Seeing the father's image in the face of the enemy. Try that. The next time you see or think of the one who broke your heart, look twice. As you look at his face, look also for his face-the face of the One who forgave you. Look into the eyes of the King who wept when you pleaded for mercy. Look into the face of the Father who gave you grace when no one else gave you a chance. Find the face of the God who forgives in the face of your enemy. And then, because God has forgiven you more than you'll ever be called on to forgive in another, set your enemy-and yourself-free.

And allow the hole in your heart to heal.

Blessed are the pure in heart .. .

CHAPTER 12

THE STATE

OF THE HEART

I can still remember the first time I saw one.
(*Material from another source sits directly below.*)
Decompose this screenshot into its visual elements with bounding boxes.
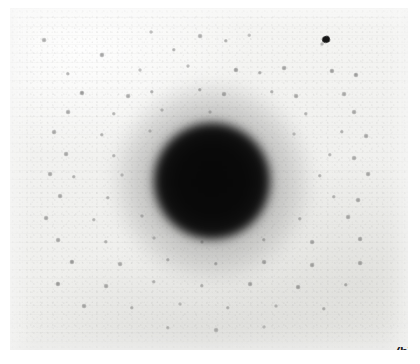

I had gone to work with my dad-a big thrill for a ten-year-old whose father worked in the oil fields. I sat in the cab of the pickup as tall as I could, stretching to see the endless West Texas plain. The countryside was flat and predictable, boasting nothing taller than pumpjacks and windmills. Maybe that is why the thing seemed so colossal. It stood out on the horizon like a science-fiction city.

"What's that?"

"It's a refinery," Dad answered.

A jungle of pipes and tanks and tubes and generatorsheaters, pumps, pipes, filters, valves, hoses, conduits, switches, circuits. It looked like a giant Tinker-Toy set.

The function of that maze of machinery is defined by its name: It refines. Gasoline, oil, chemicals-the refinery takes whatever comes in and purifies it so that it's ready to go out.

The refinery does for petroleum and other products what your "heart" should do for you. It takes out the bad and utilizes the good.

We tend to think of the heart as the seat of emotion. We eartt ro s, "heartaches," arta es, and "broken hearts." speak of "heartthrobs,"

But when Jesus said, "Blessed are the pure in heart," he was speaking in a different context. To Jesus' listeners, the heart was the totality of the inner person-the control tower, the cockpit. The heart was thought of as the seat of the character-the origin of desires, affections, perceptions, thoughts, reasoning, imagination, conscience, intentions, purpose, will, and faith.

Thus a proverb admonished, "Above all else, guard your heart, for it is the wellspring of life."

To the Hebrew mind, the heart is a freeway cloverleaf where all emotions and prejudices and wisdom converge. It is a switch house that receives freight cars loaded with moods, ideas, emotions, and convictions and puts them on the right track.

And just as a low-grade oil or alloyed gasoline would cause you to question the performance of a refinery, evil acts and impure thoughts cause us to question the condition of our hearts.